Quick Start

1-Click-Demo

Requirements: Conda (or equivalent), bash

$ bash 1-click-demo.sh

This serves as a setup script that also runs the main functionality of LapsPython in a virtual environment. It executes the following steps:

  1. Create and activate a Conda environment lapspython running on Python 3.7

  2. Install all LAPS requirements and used dev packages in a local Pipenv environment

  3. Run CI scripts (see Section Continuous Integration for detailed information)

    • Linting

    • Static Typechecking

    • Unit Tests

  4. Run a demo program launching the LapsPython pipeline for LAPS checkpoints in the re2 domain in Python mode and in R mode

Section Manual Installation describes this process as well as design decisions in more detail. Delete the Pipenv environment (~1.8 GB) by removing the contents of LapsPython/.venv/. Delete the Conda environment (~218 MB) by running

$ conda env remove --name lapspython

Manual Installation

If you do not want to use the recommended demo script, you can install the requirements manually in a Python 3.7 environment of your choice (here: lapspython):

(lapspython) $ git submodule init
(lapspython) $ git submodule update
(lapspython) $ conda install swig pipenv
(lapspython) $ pipenv sync

The pipenv sync command installs all Python modules required by LAPS locally in LapsPython/.venv/, as well as uniplot and the dev packages used in Section Continuous Integration.

The demo program can then be run through Pipenv:

(lapspython) $ pipenv run demo.py

Using Pipenv is recommended and the only verified way to get LapsPython running, since the portable Pipfile.lock allows to reproduce the exact virtual environment used on my Ubuntu 20.04 machine. If you do not want to use Pipenv, requirements.txt and requirements-dev.txt are provided and can be installed by running

(lapspython) $ pip install -r requirements.txt
(lapspython) $ pip install -r requirements-dev.txt

If you do not want to use Conda, swig needs to be installed through a package manger such as apt-get, which might require superuser rights.

Continuous Integration

You can run the following Pipenv scripts to execute the CI workflows also used by Github upon pushs and pull requests.

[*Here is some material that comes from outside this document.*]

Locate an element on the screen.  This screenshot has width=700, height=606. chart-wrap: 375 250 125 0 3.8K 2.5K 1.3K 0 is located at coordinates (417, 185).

(lapspython) $ pipenv run tests

This script runs unit tests implemented with pytest. In addition, it uses pytest-cov to generate a coverage report which will then be printed to the terminal and stored as HTML here as part of the documentation.

(lapspython) $ pipenv run typechecks

This script runs static typechecks using Mypy.

(lapspython) $ pipenv run linting

This script runs the PEP-8 compliant linter Flake8 with a large selection of extensions enforcing stricter conventions in compliance with modern Python standards, simplifying complex code, as well as preventing bugs and security issues.

(lapspython) $ pipenv run sphinx

This script rebuilds the documentation using Sphinx. The built documentation can be deployed to GitHub Pages using the bash script git-deploy-docs.sh. These two manual steps reproduce an automatic workflow which is deactivated due to missing permissions of the github-actions bot but can be found in the Sphinx documentation.